Anita flopped onto a gold beanbag as Carly pulled a magazine from her bag. ‘We’ve made it onto the cover of The Face. We’re officially cool’. She laughed as the girls cheered. It hadn’t been easy
but over the course of two crazy years the Thunder Girls had proved the critics wrong with a string of number one singles, triple- platinum albums and record-breaking tours. Now, on the brink
of the new decade, they were ready to go even bigger. Anita studied the
magazine cover, her expression darkening. ‘Chrissie’s at the front making us look like backing singers.’
middle-aged women to one side. And I said, ‘No, you’re wrong, this is going to be huge.’” The Nolans and Blake funded the tour themselves, and it turns out she was right. Marketing it squarely at the demographic that grew up with the Nolans during their 1970s and ’80s heyday with the tag line “The Ultimate Girls Night Out!”, the entire 23-night tour sold out.

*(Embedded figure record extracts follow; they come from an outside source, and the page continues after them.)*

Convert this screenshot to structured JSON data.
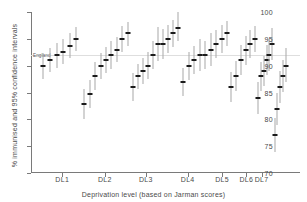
{
  "chart_data": {
    "type": "scatter",
    "title": "",
    "xlabel": "Deprivation level (based on Jarman scores)",
    "ylabel": "% immunised and 95% confidence intervals",
    "ylim": [
      70,
      100
    ],
    "yticks": [
      70,
      75,
      80,
      85,
      90,
      95,
      100
    ],
    "grid": false,
    "legend": "none",
    "annotations": [
      {
        "text": "England",
        "y": 92.0,
        "x_frac": 0.028,
        "type": "reference-line-label"
      }
    ],
    "categories": [
      "DL1",
      "DL2",
      "DL3",
      "DL4",
      "DL5",
      "DL6",
      "DL7"
    ],
    "category_centers_frac": [
      0.115,
      0.295,
      0.468,
      0.645,
      0.79,
      0.893,
      0.957
    ],
    "series": [
      {
        "name": "District immunisation rate with 95% CI",
        "point_label": "estimate",
        "error_label": "95% confidence interval",
        "groups": [
          {
            "category": "DL1",
            "points": [
              {
                "x_frac": 0.035,
                "value": 90.0,
                "low": 87.6,
                "high": 92.4
              },
              {
                "x_frac": 0.063,
                "value": 91.0,
                "low": 88.8,
                "high": 93.2
              },
              {
                "x_frac": 0.091,
                "value": 92.0,
                "low": 89.6,
                "high": 94.3
              },
              {
                "x_frac": 0.119,
                "value": 92.6,
                "low": 90.3,
                "high": 95.0
              },
              {
                "x_frac": 0.147,
                "value": 93.7,
                "low": 91.5,
                "high": 96.0
              },
              {
                "x_frac": 0.175,
                "value": 95.0,
                "low": 92.7,
                "high": 97.2
              }
            ]
          },
          {
            "category": "DL2",
            "points": [
              {
                "x_frac": 0.208,
                "value": 82.8,
                "low": 80.0,
                "high": 85.6
              },
              {
                "x_frac": 0.231,
                "value": 84.8,
                "low": 82.2,
                "high": 87.4
              },
              {
                "x_frac": 0.254,
                "value": 88.0,
                "low": 85.4,
                "high": 90.6
              },
              {
                "x_frac": 0.277,
                "value": 90.0,
                "low": 87.6,
                "high": 92.4
              },
              {
                "x_frac": 0.3,
                "value": 91.0,
                "low": 88.6,
                "high": 93.4
              },
              {
                "x_frac": 0.323,
                "value": 92.0,
                "low": 89.4,
                "high": 94.6
              },
              {
                "x_frac": 0.346,
                "value": 93.0,
                "low": 90.6,
                "high": 95.4
              },
              {
                "x_frac": 0.369,
                "value": 95.0,
                "low": 92.6,
                "high": 97.3
              },
              {
                "x_frac": 0.392,
                "value": 96.0,
                "low": 93.7,
                "high": 98.2
              }
            ]
          },
          {
            "category": "DL3",
            "points": [
              {
                "x_frac": 0.415,
                "value": 86.0,
                "low": 83.4,
                "high": 88.6
              },
              {
                "x_frac": 0.436,
                "value": 88.0,
                "low": 85.6,
                "high": 90.4
              },
              {
                "x_frac": 0.457,
                "value": 89.0,
                "low": 86.5,
                "high": 91.5
              },
              {
                "x_frac": 0.478,
                "value": 90.0,
                "low": 87.5,
                "high": 92.5
              },
              {
                "x_frac": 0.499,
                "value": 92.0,
                "low": 89.4,
                "high": 94.6
              },
              {
                "x_frac": 0.52,
                "value": 94.0,
                "low": 90.8,
                "high": 97.2
              },
              {
                "x_frac": 0.541,
                "value": 94.0,
                "low": 91.2,
                "high": 96.8
              },
              {
                "x_frac": 0.562,
                "value": 95.0,
                "low": 92.4,
                "high": 97.6
              },
              {
                "x_frac": 0.583,
                "value": 96.0,
                "low": 93.4,
                "high": 98.6
              },
              {
                "x_frac": 0.604,
                "value": 97.0,
                "low": 94.6,
                "high": 100.0
              }
            ]
          },
          {
            "category": "DL4",
            "points": [
              {
                "x_frac": 0.627,
                "value": 87.0,
                "low": 84.4,
                "high": 89.6
              },
              {
                "x_frac": 0.65,
                "value": 90.0,
                "low": 87.4,
                "high": 92.6
              },
              {
                "x_frac": 0.673,
                "value": 91.0,
                "low": 88.4,
                "high": 93.6
              },
              {
                "x_frac": 0.696,
                "value": 92.0,
                "low": 89.0,
                "high": 95.0
              },
              {
                "x_frac": 0.719,
                "value": 92.0,
                "low": 89.4,
                "high": 94.6
              },
              {
                "x_frac": 0.742,
                "value": 93.0,
                "low": 90.0,
                "high": 96.0
              },
              {
                "x_frac": 0.765,
                "value": 94.0,
                "low": 91.4,
                "high": 96.6
              },
              {
                "x_frac": 0.788,
                "value": 95.0,
                "low": 92.4,
                "high": 97.6
              },
              {
                "x_frac": 0.811,
                "value": 96.0,
                "low": 93.6,
                "high": 98.4
              }
            ]
          },
          {
            "category": "DL5",
            "points": [
              {
                "x_frac": 0.83,
                "value": 86.0,
                "low": 83.2,
                "high": 88.8
              },
              {
                "x_frac": 0.85,
                "value": 88.0,
                "low": 85.2,
                "high": 90.8
              },
              {
                "x_frac": 0.87,
                "value": 91.0,
                "low": 88.2,
                "high": 93.8
              },
              {
                "x_frac": 0.89,
                "value": 93.0,
                "low": 90.2,
                "high": 95.6
              },
              {
                "x_frac": 0.91,
                "value": 94.0,
                "low": 91.4,
                "high": 96.6
              },
              {
                "x_frac": 0.928,
                "value": 95.0,
                "low": 92.6,
                "high": 97.4
              }
            ]
          },
          {
            "category": "DL6",
            "points": [
              {
                "x_frac": 0.944,
                "value": 84.0,
                "low": 81.0,
                "high": 87.0
              },
              {
                "x_frac": 0.956,
                "value": 88.0,
                "low": 85.2,
                "high": 90.6
              },
              {
                "x_frac": 0.967,
                "value": 89.0,
                "low": 86.2,
                "high": 91.8
              },
              {
                "x_frac": 0.978,
                "value": 91.0,
                "low": 88.2,
                "high": 93.8
              },
              {
                "x_frac": 0.989,
                "value": 92.0,
                "low": 89.0,
                "high": 95.0
              },
              {
                "x_frac": 1.0,
                "value": 94.0,
                "low": 91.0,
                "high": 97.0
              }
            ]
          },
          {
            "category": "DL7",
            "points": [
              {
                "x_frac": 1.012,
                "value": 77.0,
                "low": 74.0,
                "high": 80.2
              },
              {
                "x_frac": 1.024,
                "value": 82.0,
                "low": 79.0,
                "high": 85.0
              },
              {
                "x_frac": 1.036,
                "value": 86.0,
                "low": 83.0,
                "high": 89.0
              },
              {
                "x_frac": 1.048,
                "value": 88.0,
                "low": 85.0,
                "high": 91.0
              },
              {
                "x_frac": 1.06,
                "value": 90.0,
                "low": 87.0,
                "high": 93.2
              }
            ]
          }
        ]
      }
    ]
  },
  "axes": {
    "y": {
      "label": "% immunised and 95% confidence intervals",
      "tick_labels": [
        "100",
        "95",
        "90",
        "85",
        "80",
        "75",
        "70"
      ]
    },
    "x": {
      "label": "Deprivation level (based on Jarman scores)",
      "tick_labels": [
        "DL1",
        "DL2",
        "DL3",
        "DL4",
        "DL5",
        "DL6",
        "DL7"
      ]
    }
  },
  "reference": {
    "england_label": "England",
    "england_value": 92.0
  },
  "colors": {
    "point": "#1b1b1b",
    "whisker": "#a8a8a8",
    "axis": "#7a7a7a",
    "reference_line": "#dedede",
    "text": "#4a4a4a",
    "background": "#ffffff"
  }
}
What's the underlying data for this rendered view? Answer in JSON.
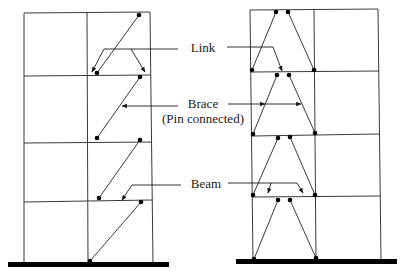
{
  "labels": {
    "link": "Link",
    "brace": "Brace",
    "brace_sub": "(Pin connected)",
    "beam": "Beam"
  },
  "colors": {
    "line": "#3a3a3a",
    "joint": "#000000",
    "ground": "#000000",
    "background": "#ffffff"
  },
  "frames": [
    {
      "name": "eccentric-single-diagonal-frame",
      "stories": 4,
      "bays": 2
    },
    {
      "name": "split-k-inverted-v-frame",
      "stories": 4,
      "bays": 2
    }
  ]
}
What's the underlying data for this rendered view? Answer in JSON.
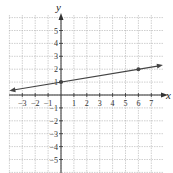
{
  "chart_data": {
    "type": "line",
    "title": "",
    "xlabel": "x",
    "ylabel": "y",
    "xlim": [
      -4,
      8
    ],
    "ylim": [
      -6,
      6
    ],
    "grid": true,
    "x_ticks": [
      "-3",
      "-2",
      "-1",
      "1",
      "2",
      "3",
      "4",
      "5",
      "6",
      "7"
    ],
    "y_ticks": [
      "5",
      "4",
      "3",
      "2",
      "1",
      "-1",
      "-2",
      "-3",
      "-4",
      "-5"
    ],
    "series": [
      {
        "name": "line",
        "equation": "y = (1/6)x + 1",
        "slope": 0.1667,
        "intercept": 1,
        "points": [
          {
            "x": 0,
            "y": 1
          },
          {
            "x": 6,
            "y": 2
          }
        ],
        "extends_both_directions": true
      }
    ]
  },
  "labels": {
    "x_axis": "x",
    "y_axis": "y"
  },
  "colors": {
    "grid": "#b0b0b0",
    "axis": "#333333",
    "line": "#444444"
  }
}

Part of that experience is why Blake has also adapted The Thunder Girls for the stage, with a well-received sold-out run—starring Nolan and directed by Joyce Branagh, sister of Sir Ken—just completing at the Lowry in Manchester. “We were on at the same time as the Conservative Part conference,” Blake deadpans. “I don’t think we had the same audience.” Blake had a two-book, world English-language deal with
Macmillan, but she has bought the rights for the second title back as she “wanted to switch gears”. Translation rights to The Thunder Girls and the next title are being sold at this year’s Frankfurt Book Fair by The Bks Agency, the firm launched by former Hachete rights director Jason Bartholomew, who also serves as Midas PR c.e.o. There is “serious” film interest in The Thunder Girls, and a publishing deal for book two is “around the corner”. The next novel, as yet unnamed, is in its final stages—in fact, Blake has a printed manuscript of it next to her as we talk. It is set around another
Pictured, above Melanie Blake centre at the launch of her novel The Thunder Girls, alongside “Loose Women” stars, and clients, Coleen Nolan and Saira Khan
part of the entertainment world she knows well: the soap opera. It is slightly different in tone, she says. “The first one is full of bitching, the second one is full of bonking. But there is also bitching in book two; the soap world is so ‘All About Eve’ it’s untrue.” Blake has approached the whole publishing experience
with a hungry agent’s hustle. She has promoted The Thunder Girls endlessly, even manning the book stall during intermissions of the play to sign books and speak to fans. “I don’t want to be cool, I want to be popular, I want to be read,” she pauses and says with a laugh: “I want to be well thumbed.”